French Polishing and Bespoke Furniture
When arranging living room furniture , there’s no need to crowd; leave room for traffic and an entry drop spot. Cozy key seating pieces up to the fireplace facing each other. Use end tables as landing spaces on both ends of the sofa . Pair chairs to balance the visual weight of the sofa and to maximize seating.
If you do not have central heating system consider placing your fireplace at the center, between your dining and living room . If your home has an open- space layout, this type of fireplace makes for an inviting location throughout the home and has the added bonus of keeping two spaces equally warm.
Large living rooms or great rooms sometimes have more than one conversation area. In a long living room with a fireplace on the side wall, one option is to place the sofa against the opposite wall and angle the other seating pieces on each side, creating a “U” shape or semicircle that faces the fireplace .
Once the seating area has been set (around the focal point), placing tables and storage cabinets is next. In a living room , the main coffee table or ottoman can be placed in the middle of the sofas and chairs. It’s best to allow 18 inches between a coffee table and sofa so drinks and the tv remote are within reach.
You can go ahead and orient your furniture toward the fireplace . It’s a long, narrow room that you walk through, so there are only two working walls where furniture can go. It felt like the obvious call to have the TV face the couch on opposite walls, exactly where the fireplace is.
As far as TV placement, you will want to mount your TV in the corner where your fireplace wall and a perpendicular wall meet. This, again, ties back to simplifying furniture arrangement by keeping key points of focus in closer proximity.
Layout Hacks: Our Favorite Tricks to Incorporate TV Viewing into any Living Room Layout Use the back of your sofa to define the space. Try swivel chairs for an easy swap to TV -viewing. Divide a large space into multiple zones. Place your TV next to the fireplace , on an angle. Use your sofa to divide the space.
It’s not advisable to mount a TV above a fireplace because excess heat and electronics don’t mix. The area above the fireplace is often warmer than other wall surfaces in your home. The farther the fireplace mantle extends into the room, the more it will deflect heat from the above wall (and TV mounted there).
If you want to get the most use out of your fireplace , plan to put the new fireplace in the most-used room in the house other than the kitchen, such as the family room or living room. For heating practicality, it makes sense to put it in a smaller, easy-to-heat room such as a master bedroom, office, or spare bedroom.
“People often feel their sofa has to be squarely in front of the television in their living room,” Kapur says. “On the contrary, TVs work well when they’re positioned off-center so they won’t become the focal point of all social interactions.”
A fireplace is definitely not a prerequisite for a living room . In fact, many new homes these days use only gas fireplaces if they put one in at all. The fact is a fireplace takes up valuable wall space in a living room , although it does serve as a place above which to mount a flat screen TV.
In front of a window : Although you never want to block a window , a sofa placed in front of one can look great as long as the back of the sofa is relatively low. Across from another sofa : Since visual balance is so important, there’s no better place to put a sofa than facing another, preferably matching, sofa .
10 Simple Decorating Rules for Arranging Furniture Choose a Focal Point. Don’t Push Furniture Against the Walls. Create Conversation Areas. Find Balance When Arranging Furniture . Consider Traffic Flow. Use the Right-Size Rugs. Get a Big Coffee Table. Put Tables at Arm’s Length.
Consider floating your sofa in the middle of a large room rather than placing it against the wall instead. Designers often float a sofa as a way to create a room within a room , to delineate different areas in a large space, or simply to center the focus.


Using the records that follow, reproduce exactly the lines starting at the line containing "Find *tree* in this screenshot." and ending at the line containing "Show me <item>house</item>.". Include both end lines and no pictures.
---------- DATA SHOWN
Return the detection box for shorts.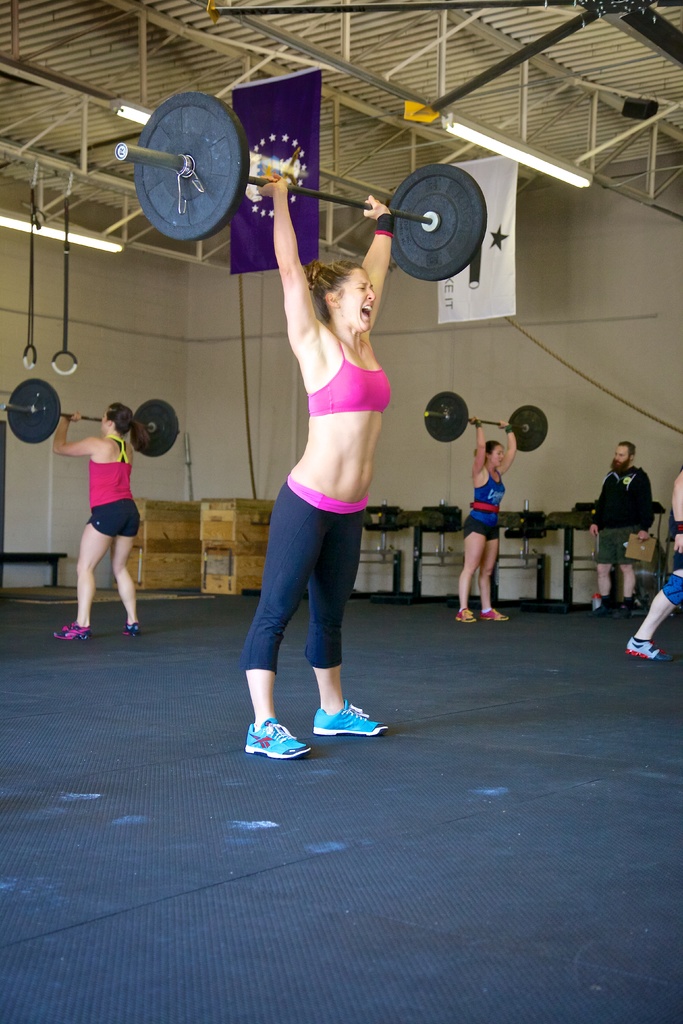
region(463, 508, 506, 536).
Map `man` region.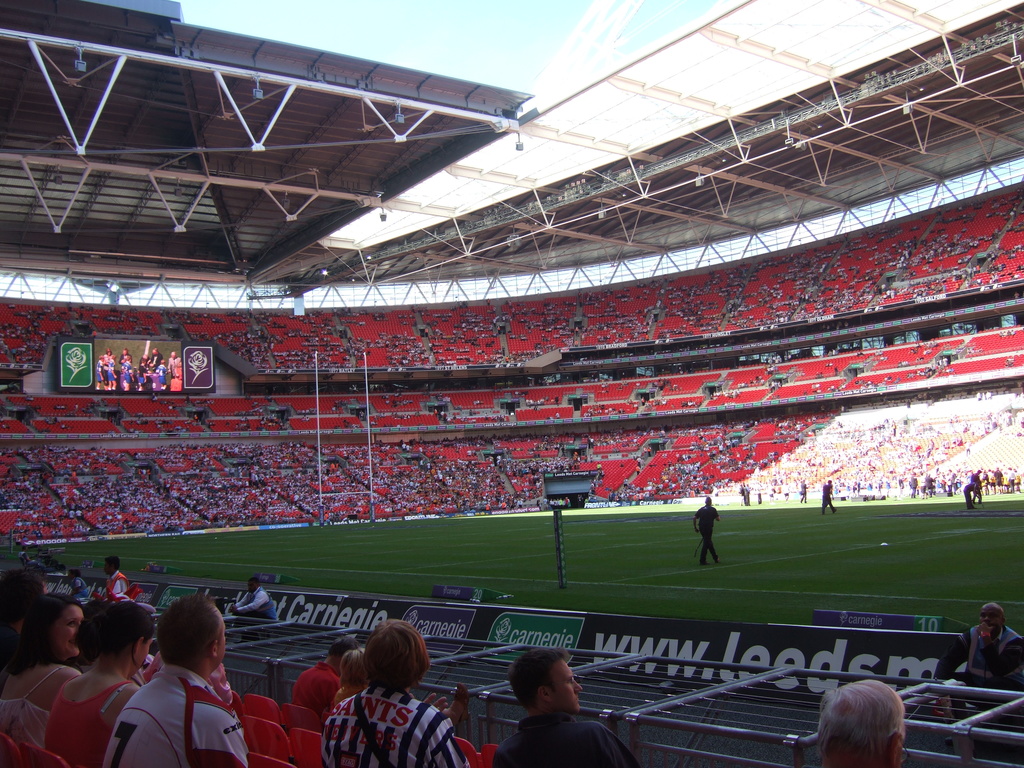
--------------------
---------- DATA SHOWN
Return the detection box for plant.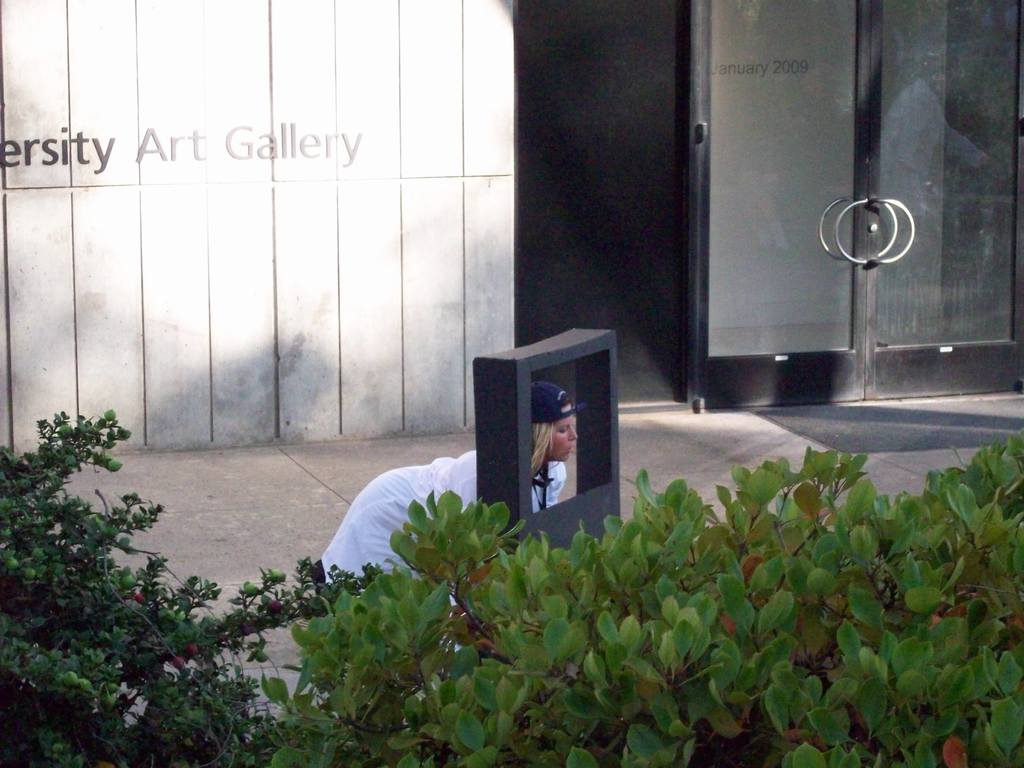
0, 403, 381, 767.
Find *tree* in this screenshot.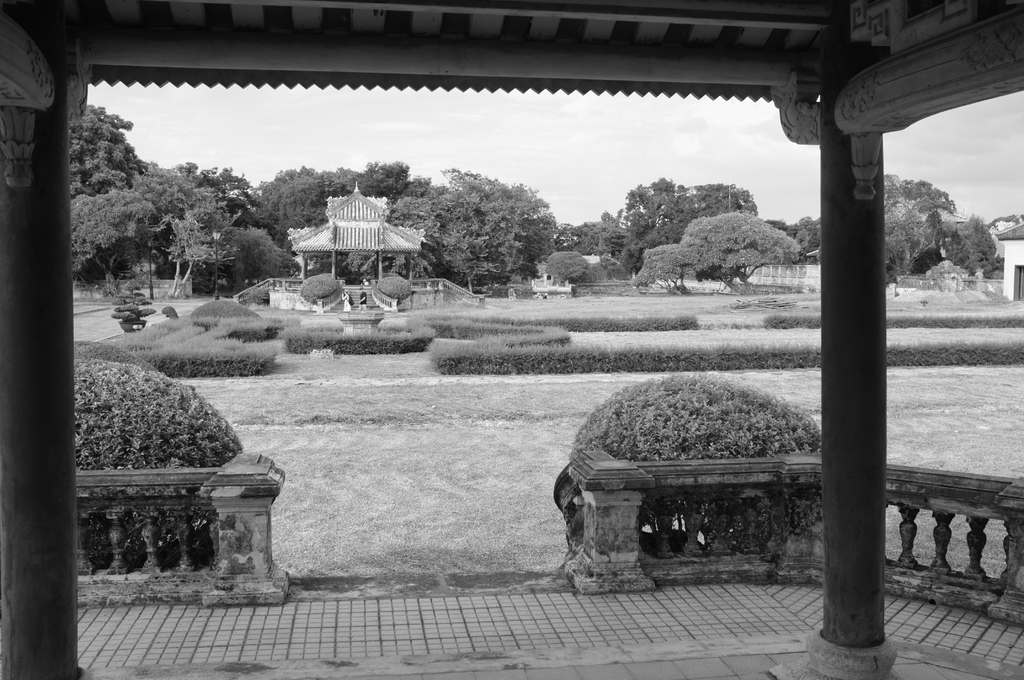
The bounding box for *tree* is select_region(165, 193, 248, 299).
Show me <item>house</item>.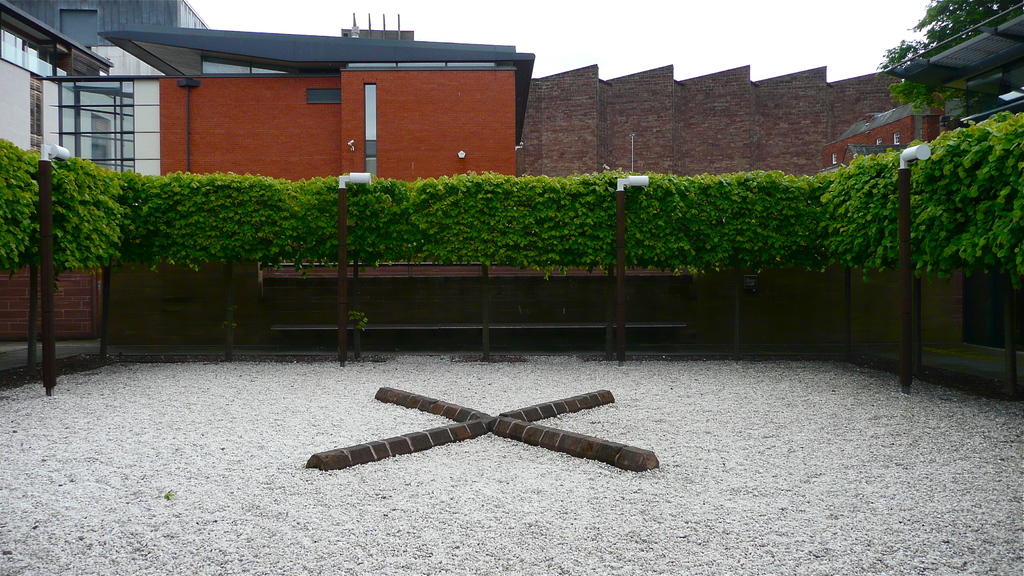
--------------------
---------- DATA SHOWN
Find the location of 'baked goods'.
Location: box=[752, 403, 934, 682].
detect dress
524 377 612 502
--------------------
*EXERCISE SOLUTION*:
Find *tree* in this screenshot.
The bounding box for *tree* is select_region(165, 193, 248, 299).
Show me <item>house</item>.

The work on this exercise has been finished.